"It is fifteen years since H. G. Wells said Mind was at the End of its Tether—with a frightful queerness come into life: there is no way out or around or through, he said; it is the end. It is because I think mind is at the end of its tether that I would be silent. It is because I think there is a way out—a way down and out— . . . —that I will speak.
". . . The alternative to mind is certainly madness. Our greatest blessings, says Socrates in the Phaedrus, come to us by way of madness—provided, he adds, that the madness comes from the god. Our real choice is between holy and unholy madness. . . .
"And there is a way out—the blessed madness of the maenad and the baccant. . . . It is possible to be mad and to be unblest; but it is not possible to get the blessing without the madness; it is not possible to get the illuminations without the derangement."
Norman Oliver Brown, "Apocalypse: the place of mystery in the life of the mind" (Columbia University, May 31, 1960), in Apocalypse and/or metamorphosis (Berkeley: The University of California Press, 1991), 2 (1-7). The reference is to John Senior, The way down and out: the occult in symbolist literature (Cornell University Press, [1959]). "Sometimes—most times—I think that the way down and out leads out of the university, out of the academy. But perhaps it is rather that we should recover the academy of earlier days—the Academy of Plato in Athens, the Academy of Ficino in Florence. . . ."
My thanks to Dana R. Wright, who put me onto this passage by asking for help in tracking a James E. Loder, Jr. quotation of it to source.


• [WHAT YOU WILL DO]: When you restate the records, do so word for word and omit any picture they contain.

*** DATA RECORDS Section Begins ***

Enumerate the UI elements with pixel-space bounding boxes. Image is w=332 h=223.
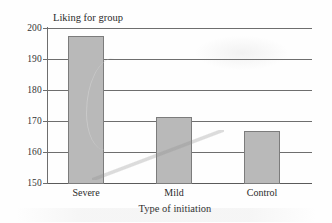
gridline	[48, 28, 312, 29]
y-tick-label: 160	[0, 147, 42, 157]
x-axis-title: Type of initiation	[139, 203, 212, 215]
bar-severe	[68, 36, 104, 184]
bar-control	[244, 131, 280, 184]
x-tick-label-mild: Mild	[134, 187, 214, 199]
y-axis-title: Liking for group	[52, 12, 126, 24]
y-tick-label: 180	[0, 85, 42, 95]
bar-chart-figure: Liking for group 200190180170160150 Seve…	[0, 0, 332, 223]
plot-area	[48, 28, 312, 183]
x-tick-label-control: Control	[222, 187, 302, 199]
y-tick-label: 170	[0, 116, 42, 126]
y-tick-label: 200	[0, 23, 42, 33]
bar-mild	[156, 117, 192, 184]
x-axis-title-row: Type of initiation	[0, 203, 332, 215]
y-tick-label: 190	[0, 54, 42, 64]
x-tick-label-severe: Severe	[46, 187, 126, 199]
y-tick-label: 150	[0, 178, 42, 188]
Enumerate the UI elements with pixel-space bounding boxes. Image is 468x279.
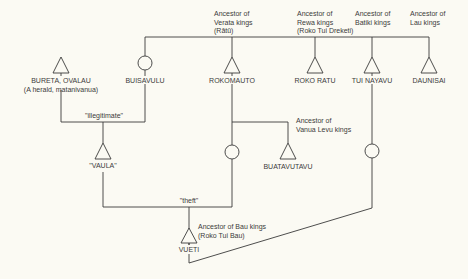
note-vueti: Ancestor of Bau kings (Roko Tui Bau) <box>198 223 266 240</box>
female-symbol-tuinayavu-daughter <box>365 144 379 158</box>
male-symbol-daunisai <box>421 57 437 73</box>
person-name-bureta: BURETA, OVALAU <box>31 76 91 85</box>
note-daunisai: Ancestor of Lau kings <box>410 10 445 27</box>
note-buatavutavu: Ancestor of Vanua Levu kings <box>296 117 351 134</box>
person-name-rokomauto: ROKOMAUTO <box>209 76 255 85</box>
female-symbol-rokomauto-daughter <box>225 145 239 159</box>
relation-label-theft: "theft" <box>180 196 199 205</box>
male-symbol-vueti <box>181 228 197 243</box>
person-name-rokoratu: ROKO RATU <box>294 76 335 85</box>
male-symbol-tuinayavu <box>364 57 380 73</box>
person-name-daunisai: DAUNISAI <box>412 76 445 85</box>
person-name-vueti: VUETI <box>178 245 201 254</box>
person-name-tuinayavu: TUI NAYAVU <box>352 76 392 85</box>
person-name-vaula: "VAULA" <box>89 161 116 170</box>
note-rokomauto: Ancestor of Verata kings (Rātū) <box>214 10 253 36</box>
note-rokoratu: Ancestor of Rewa kings (Roko Tui Dreketi… <box>297 10 353 36</box>
male-symbol-bureta <box>53 57 69 73</box>
note-tuinayavu: Ancestor of Batiki kings <box>355 10 390 27</box>
relation-label-illegitimate: "illegitimate" <box>85 111 123 120</box>
female-symbol-buisavulu <box>138 56 152 70</box>
person-name-buisavulu: BUISAVULU <box>125 76 164 85</box>
person-name-buatavutavu: BUATAVUTAVU <box>263 162 312 171</box>
person-sub-bureta: (A herald, matanivanua) <box>24 85 98 94</box>
male-symbol-rokoratu <box>307 57 323 73</box>
male-symbol-rokomauto <box>224 57 240 73</box>
male-symbol-vaula <box>95 143 111 159</box>
male-symbol-buatavutavu <box>280 143 296 159</box>
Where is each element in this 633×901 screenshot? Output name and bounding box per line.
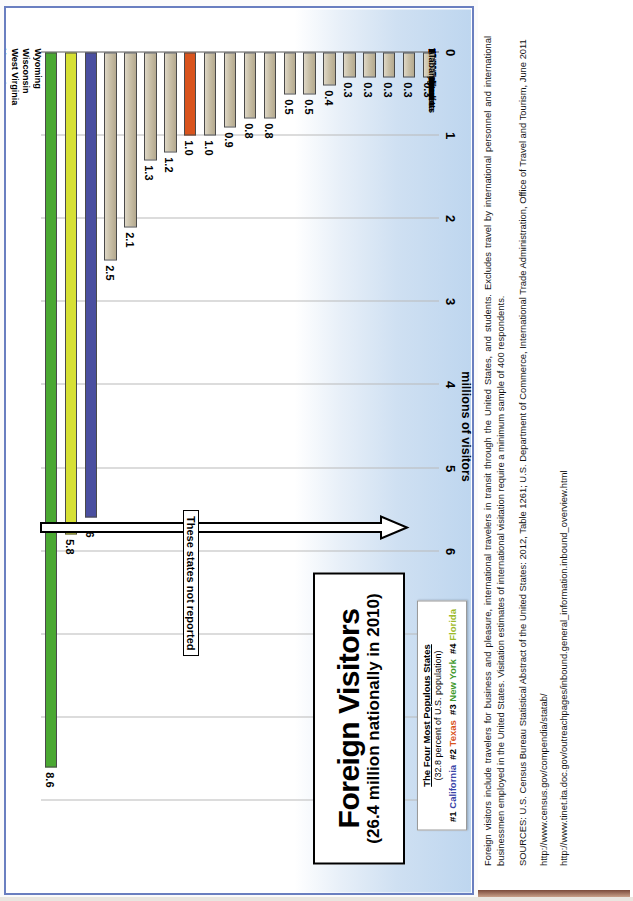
- legend-gap: [447, 759, 458, 764]
- notes-sources: SOURCES: U.S. Census Bureau Statistical …: [515, 36, 528, 866]
- legend-rank: #3: [447, 701, 458, 714]
- legend-rank: #2: [447, 746, 458, 759]
- page-root: Foreign Visitors (26.4 million nationall…: [0, 0, 633, 901]
- legend-rank: #4: [447, 640, 458, 653]
- not-reported-state: West Virginia: [10, 48, 20, 105]
- legend-entry-texas: #2 Texas: [447, 720, 458, 759]
- legend-state-name: New York: [447, 659, 458, 701]
- notes-rotated-stage: Foreign visitors include travelers for b…: [481, 36, 631, 866]
- legend-state-name: Texas: [447, 720, 458, 746]
- legend-entry-california: #1 California: [447, 764, 458, 821]
- legend-gap: [447, 653, 458, 658]
- chart-rotated-stage: Foreign Visitors (26.4 million nationall…: [7, 9, 471, 892]
- legend-state-name: California: [447, 764, 458, 808]
- not-reported-label: These states not reported: [183, 510, 199, 656]
- page-bottom-edge: [478, 890, 630, 897]
- legend-subheading: (32.8 percent of U.S. population): [433, 605, 445, 825]
- not-reported-arrow-icon: [35, 514, 413, 540]
- chart-legend: The Four Most Populous States (32.8 perc…: [417, 600, 467, 830]
- legend-state-name: Florida: [447, 609, 458, 641]
- legend-heading: The Four Most Populous States: [421, 605, 433, 825]
- notes-paragraph: Foreign visitors include travelers for b…: [481, 36, 508, 866]
- not-reported-state: Wisconsin: [21, 48, 31, 93]
- legend-entry-new-york: #3 New York: [447, 659, 458, 715]
- chart-panel: Foreign Visitors (26.4 million nationall…: [4, 6, 474, 895]
- legend-entry-florida: #4 Florida: [447, 609, 458, 654]
- page-title: Foreign Visitors: [334, 608, 365, 828]
- legend-gap: [447, 714, 458, 719]
- notes-url-census[interactable]: http://www.census.gov/compendia/statab/: [537, 36, 550, 866]
- notes-panel: Foreign visitors include travelers for b…: [478, 0, 633, 901]
- paper-edge: [0, 897, 633, 901]
- legend-entries: #1 California #2 Texas #3 New York #4 Fl…: [447, 605, 460, 825]
- chart-subtitle: (26.4 million nationally in 2010): [365, 593, 384, 843]
- notes-url-tinet[interactable]: http://www.tinet.ita.doc.gov/outreachpag…: [557, 36, 570, 866]
- chart-title-box: Foreign Visitors (26.4 million nationall…: [313, 572, 405, 864]
- not-reported-state: Wyoming: [33, 48, 43, 88]
- legend-rank: #1: [447, 808, 458, 821]
- not-reported-state: Vermont: [4, 48, 8, 84]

*** DATA RECORDS Section Ends ***

• [RESPONSE BELOW]:
Enumerate the UI elements with pixel-space bounding boxes. Image is w=332 h=223.
gridline	[48, 28, 312, 29]
y-tick-label: 160	[0, 147, 42, 157]
x-axis-title: Type of initiation	[139, 203, 212, 215]
bar-severe	[68, 36, 104, 184]
bar-control	[244, 131, 280, 184]
x-tick-label-mild: Mild	[134, 187, 214, 199]
y-axis-title: Liking for group	[52, 12, 126, 24]
y-tick-label: 180	[0, 85, 42, 95]
bar-chart-figure: Liking for group 200190180170160150 Seve…	[0, 0, 332, 223]
plot-area	[48, 28, 312, 183]
x-tick-label-control: Control	[222, 187, 302, 199]
y-tick-label: 170	[0, 116, 42, 126]
y-tick-label: 200	[0, 23, 42, 33]
bar-mild	[156, 117, 192, 184]
x-axis-title-row: Type of initiation	[0, 203, 332, 215]
y-tick-label: 190	[0, 54, 42, 64]
x-tick-label-severe: Severe	[46, 187, 126, 199]
y-tick-label: 150	[0, 178, 42, 188]
Enumerate the UI elements with pixel-space bounding boxes. Image is 468x279.
note-vueti: Ancestor of Bau kings (Roko Tui Bau) <box>198 223 266 240</box>
female-symbol-tuinayavu-daughter <box>365 144 379 158</box>
male-symbol-daunisai <box>421 57 437 73</box>
person-name-bureta: BURETA, OVALAU <box>31 76 91 85</box>
note-daunisai: Ancestor of Lau kings <box>410 10 445 27</box>
note-buatavutavu: Ancestor of Vanua Levu kings <box>296 117 351 134</box>
person-name-rokomauto: ROKOMAUTO <box>209 76 255 85</box>
female-symbol-rokomauto-daughter <box>225 145 239 159</box>
relation-label-theft: "theft" <box>180 196 199 205</box>
male-symbol-vueti <box>181 228 197 243</box>
person-name-rokoratu: ROKO RATU <box>294 76 335 85</box>
male-symbol-tuinayavu <box>364 57 380 73</box>
person-name-daunisai: DAUNISAI <box>412 76 445 85</box>
person-name-vueti: VUETI <box>178 245 201 254</box>
person-name-tuinayavu: TUI NAYAVU <box>352 76 392 85</box>
person-name-vaula: "VAULA" <box>89 161 116 170</box>
note-rokomauto: Ancestor of Verata kings (Rātū) <box>214 10 253 36</box>
note-rokoratu: Ancestor of Rewa kings (Roko Tui Dreketi… <box>297 10 353 36</box>
male-symbol-bureta <box>53 57 69 73</box>
note-tuinayavu: Ancestor of Batiki kings <box>355 10 390 27</box>
relation-label-illegitimate: "illegitimate" <box>85 111 123 120</box>
female-symbol-buisavulu <box>138 56 152 70</box>
person-name-buisavulu: BUISAVULU <box>125 76 164 85</box>
person-name-buatavutavu: BUATAVUTAVU <box>263 162 312 171</box>
person-sub-bureta: (A herald, matanivanua) <box>24 85 98 94</box>
male-symbol-rokoratu <box>307 57 323 73</box>
male-symbol-rokomauto <box>224 57 240 73</box>
male-symbol-vaula <box>95 143 111 159</box>
male-symbol-buatavutavu <box>280 143 296 159</box>
Where is each element in this 633×901 screenshot? Output name and bounding box per line.
- legend-gap: [447, 759, 458, 764]
- notes-sources: SOURCES: U.S. Census Bureau Statistical …: [515, 36, 528, 866]
- legend-rank: #3: [447, 701, 458, 714]
- legend-rank: #2: [447, 746, 458, 759]
- page-root: Foreign Visitors (26.4 million nationall…: [0, 0, 633, 901]
- legend-rank: #4: [447, 640, 458, 653]
- not-reported-state: West Virginia: [10, 48, 20, 105]
- legend-entry-texas: #2 Texas: [447, 720, 458, 759]
- legend-state-name: New York: [447, 659, 458, 701]
- notes-rotated-stage: Foreign visitors include travelers for b…: [481, 36, 631, 866]
- legend-state-name: Texas: [447, 720, 458, 746]
- legend-entry-california: #1 California: [447, 764, 458, 821]
- legend-gap: [447, 653, 458, 658]
- chart-rotated-stage: Foreign Visitors (26.4 million nationall…: [7, 9, 471, 892]
- legend-state-name: California: [447, 764, 458, 808]
- not-reported-label: These states not reported: [183, 510, 199, 656]
- page-bottom-edge: [478, 890, 630, 897]
- legend-subheading: (32.8 percent of U.S. population): [433, 605, 445, 825]
- not-reported-arrow-icon: [35, 514, 413, 540]
- chart-legend: The Four Most Populous States (32.8 perc…: [417, 600, 467, 830]
- legend-state-name: Florida: [447, 609, 458, 641]
- legend-heading: The Four Most Populous States: [421, 605, 433, 825]
- notes-paragraph: Foreign visitors include travelers for b…: [481, 36, 508, 866]
- not-reported-state: Wisconsin: [21, 48, 31, 93]
- legend-entry-new-york: #3 New York: [447, 659, 458, 715]
- chart-panel: Foreign Visitors (26.4 million nationall…: [4, 6, 474, 895]
- legend-entry-florida: #4 Florida: [447, 609, 458, 654]
- page-title: Foreign Visitors: [334, 608, 365, 828]
- legend-gap: [447, 714, 458, 719]
- notes-url-census[interactable]: http://www.census.gov/compendia/statab/: [537, 36, 550, 866]
- notes-panel: Foreign visitors include travelers for b…: [478, 0, 633, 901]
- paper-edge: [0, 897, 633, 901]
- legend-entries: #1 California #2 Texas #3 New York #4 Fl…: [447, 605, 460, 825]
- chart-subtitle: (26.4 million nationally in 2010): [365, 593, 384, 843]
- notes-url-tinet[interactable]: http://www.tinet.ita.doc.gov/outreachpag…: [557, 36, 570, 866]
- chart-title-box: Foreign Visitors (26.4 million nationall…: [313, 572, 405, 864]
- not-reported-state: Wyoming: [33, 48, 43, 88]
- legend-rank: #1: [447, 808, 458, 821]
- not-reported-state: Vermont: [4, 48, 8, 84]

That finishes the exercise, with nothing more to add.